Morriston reiterates his intuition that the number of angelic praises that will be said in an endless series is actually infinite. But the only praises that are actual are the ones that are said, and they will always be finite in number. An actually infinite number of praises will not be said. Consider the more familiar examples of the potential infinite in spatial division and addition. There is an enormous difference between taking a spatial line to be a densely ordered composition of points and taking it not to be composed of points but potentially infinitely divisible. On the latter view one can continue to divide a line endlessly, but one will not make an actually infinite number of divisions. These are entirely distinct views of the nature of space, and the one cannot be collapsed into the other. Or again, if the universe is finite (due to space’s having a positive curvature) but endlessly expanding, the volume of the universe is potentially infinite, but it will not become actually infinite. There is a world of difference between models of the universe in which space is actually infinite in extent and models in which space is ever-expanding but always finite.

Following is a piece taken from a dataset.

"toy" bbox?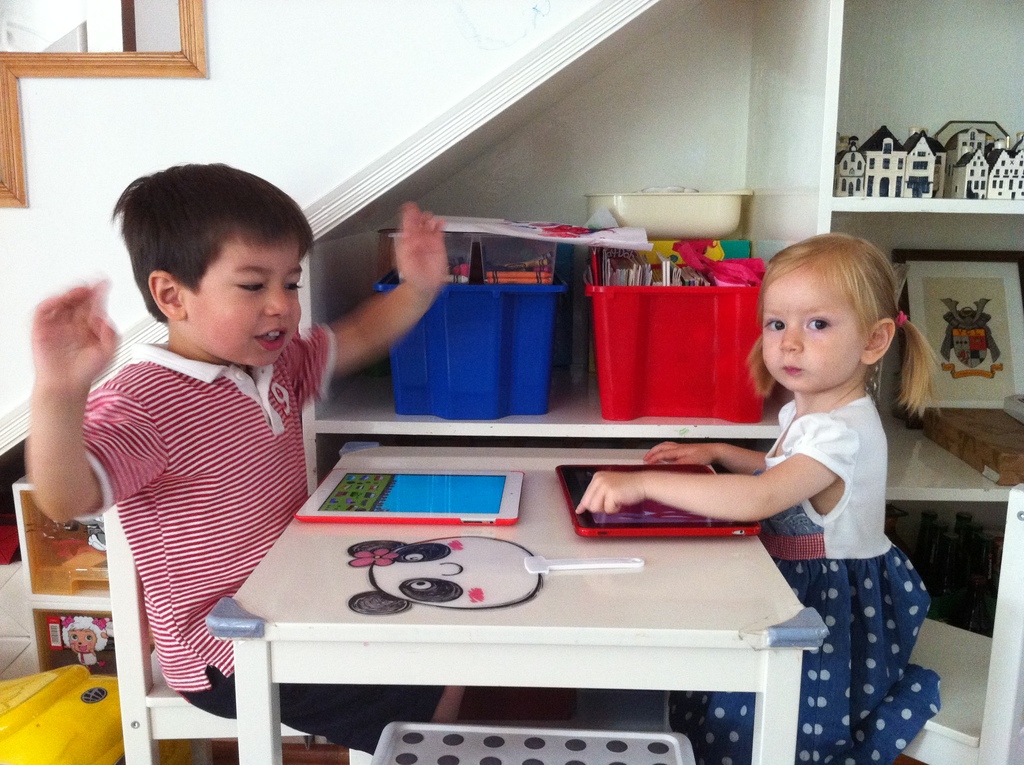
[51,538,99,559]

Similarly in Morriston’s illustrations what is real or actual is always finite. So in answer to Morriston’s question, “How many praises will be said?”, we should answer, “Potentially infinitely many,” and distinguish this from the question, “What is the number of praises in the series of future praises?”, the answer to which is “None.”

Morriston insists that on an A-Theory of time, past events likewise do not exist, so the non-existence of future events does not make any real difference. But despite confessing some puzzlement about the concept of the potential infinite as a limit,iv Morriston seems prepared to concede that the series of events that have happened is merely potentially infinite in the later than direction. Moreover, it is clear that nothing parallel can be truthfully said of the series of events that have happened in the earlier than direction. The number of events that have happened earlier than any given event can therefore only be either finite or actually infinite. On an A-Theory of time the temporal series of events comprises everything that has happened and nothing more. Note well the use of the perfect tense in this characterization. The perfect tense of “has happened” covers every time up through the present and so includes every event past and present. Everything that has happened has been actualized. As the medievals put it, these events have exited from their causes and are therefore no longer in potentiality. The actual world thus includes both what does exist and what did exist. But events which have yet to take place, being pure potentialities, are, on a tensed view of time, not part of the actual world.v

The ontological distinction between the past-present on the one hand and the future on the other is especially perspicuous in “growing block” views of time, such as that enunciated by the middle C. D. Broad and defended by Morriston’s colleague Michael Tooley. A proponent of the kalam argument who accepts the growing block view has no difficulty in differentiating the actuality of the past from the potentiality of the future. My claim is that the tenseless existence of the past block of events is not a necessary condition of the past’s actuality. Even if past events do not exist, they are still part of the actual world in a way that future events are not, since the actual world comprises everything that has happened.

IV

In conclusion, it seems clear that Morriston has not succeeded in the central purpose of his paper, namely, to show that even if an endless series of events is merely potentially infinite, that fact establishes no relevant distinction between the beginningless past and an endless future. He was instead forced to shift to arguing that an endless series of events cannot be taken to be potentially infinite. But his argument seriously misconstrued the A-Theory of time, substituting an imaginary series of events for the ongoing series of events that have actually happened.

{lv_article_footnote_title}

i Wes Morriston, “Beginningless Past, Endless Future, and the Actual Infinite,” Faith and Philosophy .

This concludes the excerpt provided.